At Dana Hall, we pay close attention to this transition. It actually starts well before new boarders arrive on campus. Soon after they are admitted to Dana Hall in March, new boarders receive a special communication introducing the members of the Student Affairs Office. These experienced, compassionate, and resourceful individuals are solely focused on Dana Hall students’ happiness, health, and safety, and they are here throughout the summer to help new families navigate the important transition to boarding life.

New boarding students are also sent an electronic roommate questionnaire, which encourages them to consider their personal characteristics and habits (e.g. Do you wake up early? Do you like to study with music?). This questionnaire helps the team pair students who will both challenge and support each other as roommates. In addition, new boarding students have access to a comprehensive website designed to address the many questions new boarding families have, from move-in dates to permissible dorm décor (no, you can’t bring your dog!) to contact information for banks, hotels, restaurants, and stores in the area. This important information allays concerns early on, months before students arrive on campus.

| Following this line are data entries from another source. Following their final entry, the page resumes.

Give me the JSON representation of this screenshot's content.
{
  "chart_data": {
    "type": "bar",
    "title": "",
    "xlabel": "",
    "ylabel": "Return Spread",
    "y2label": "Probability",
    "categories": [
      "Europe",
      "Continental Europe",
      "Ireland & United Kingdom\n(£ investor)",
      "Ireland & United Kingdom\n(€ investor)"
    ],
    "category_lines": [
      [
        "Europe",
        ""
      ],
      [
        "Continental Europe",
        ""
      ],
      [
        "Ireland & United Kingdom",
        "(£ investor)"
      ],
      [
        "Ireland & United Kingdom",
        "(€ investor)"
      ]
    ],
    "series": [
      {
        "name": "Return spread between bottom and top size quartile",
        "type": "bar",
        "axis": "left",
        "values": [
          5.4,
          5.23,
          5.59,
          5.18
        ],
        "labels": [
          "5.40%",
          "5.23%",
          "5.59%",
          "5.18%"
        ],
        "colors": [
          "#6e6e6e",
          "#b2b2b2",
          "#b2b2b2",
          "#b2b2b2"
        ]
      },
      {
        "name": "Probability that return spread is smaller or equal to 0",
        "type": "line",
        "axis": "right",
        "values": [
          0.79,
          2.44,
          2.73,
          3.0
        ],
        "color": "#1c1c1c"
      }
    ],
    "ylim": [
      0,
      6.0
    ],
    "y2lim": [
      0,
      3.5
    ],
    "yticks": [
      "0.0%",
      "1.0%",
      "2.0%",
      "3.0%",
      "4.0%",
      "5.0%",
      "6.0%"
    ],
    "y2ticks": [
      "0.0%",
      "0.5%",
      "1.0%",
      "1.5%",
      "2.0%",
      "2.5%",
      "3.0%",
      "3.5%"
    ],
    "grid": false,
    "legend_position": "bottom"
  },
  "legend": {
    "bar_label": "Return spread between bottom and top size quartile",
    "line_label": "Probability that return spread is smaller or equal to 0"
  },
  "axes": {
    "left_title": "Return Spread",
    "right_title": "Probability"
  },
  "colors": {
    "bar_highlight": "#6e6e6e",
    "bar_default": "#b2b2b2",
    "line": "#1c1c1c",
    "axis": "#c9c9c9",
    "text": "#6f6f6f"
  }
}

When new boarders finally arrive at Dana Hall School in September, families find every major corner of campus peppered with upbeat student leaders: current students whose sole purpose is to guide new students through their first few days on campus. They direct them to their new dorms, help them haul their luggage from their cars, and accompany them to registration where they obtain their student IDs and configure their iPads. Our student leaders serve as big sisters, tour guides, and friends throughout the first few weeks of school to ensure each new boarding student feels welcomed, connected, and reassured.

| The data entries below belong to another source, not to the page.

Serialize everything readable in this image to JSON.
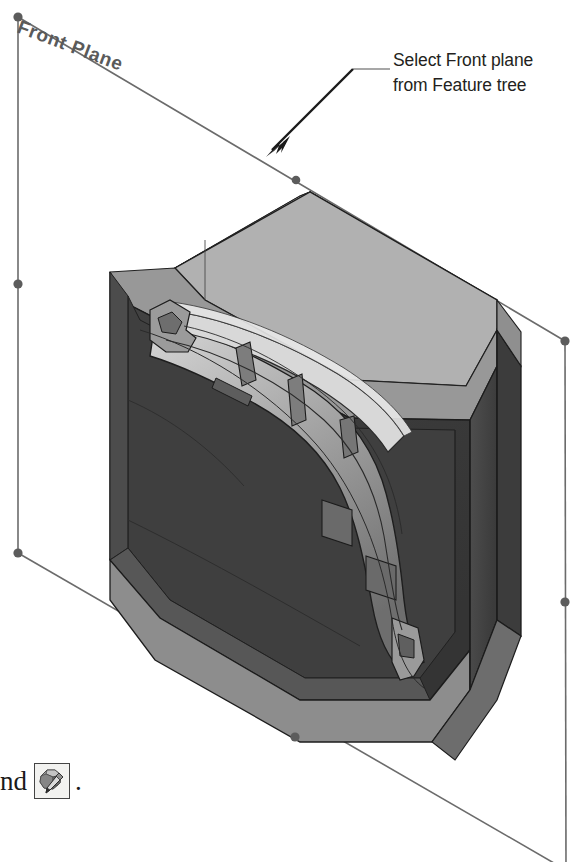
{
  "document": {
    "type": "cad-illustration",
    "background_color": "#ffffff"
  },
  "plane": {
    "label": "Front Plane",
    "label_color": "#5a5a5a",
    "border_color": "#6b6b6b",
    "handle_color": "#5c5c5c",
    "handles": [
      {
        "name": "corner-top-left",
        "x": 18,
        "y": 17
      },
      {
        "name": "midpoint-top",
        "x": 296,
        "y": 180
      },
      {
        "name": "corner-top-right",
        "x": 565,
        "y": 341
      },
      {
        "name": "midpoint-left",
        "x": 18,
        "y": 284
      },
      {
        "name": "midpoint-right",
        "x": 565,
        "y": 602
      },
      {
        "name": "corner-bottom-left",
        "x": 18,
        "y": 553
      },
      {
        "name": "midpoint-bottom",
        "x": 295,
        "y": 737
      },
      {
        "name": "corner-bottom-right",
        "x": 566,
        "y": 862
      }
    ]
  },
  "callout": {
    "line1": "Select Front plane",
    "line2": "from Feature tree",
    "text_color": "#231f20",
    "leader_color": "#7c7c7c",
    "arrow_color": "#1a1a1a"
  },
  "caption": {
    "text_before": "nd",
    "icon_name": "edit-sketch-icon",
    "text_after": "."
  },
  "model": {
    "name": "mold-block-with-part",
    "colors": {
      "top_face": "#b4b4b4",
      "top_chamfer": "#9a9a9a",
      "front_face": "#3c3c3c",
      "front_face_light": "#555555",
      "side_face": "#4a4a4a",
      "side_face_dark": "#353535",
      "bottom_band": "#8e8e8e",
      "inner_cavity": "#5e5e5e",
      "part_light": "#c8c8c8",
      "part_mid": "#8a8a8a",
      "part_dark": "#4a4a4a",
      "edge": "#1c1c1c"
    }
  }
}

Among other activities, the first day on campus also includes a dorm meeting with House Directors and House Assistants who, through fun and thoughtful icebreakers, help new boarders learn more about the members of their dorm “family” and the ins and outs of boarding school life. Then, all new boarders and the nearly 40 faculty-families who live on Dana Hall’s campus enjoy a delicious dinner together in the Dining Hall. Residential community members end the evening with a festive activity (think Cupcake Wars!) back in the dorms to relax and continue getting to know each other.

With such a thoughtful, proactive approach to “onboarding” our new boarding students, it’s no wonder that as they unpack their bags, hang pictures of their loved ones on their tack boards, and decorate their walls with their new roommates that first night, Dana Hall already feels like home.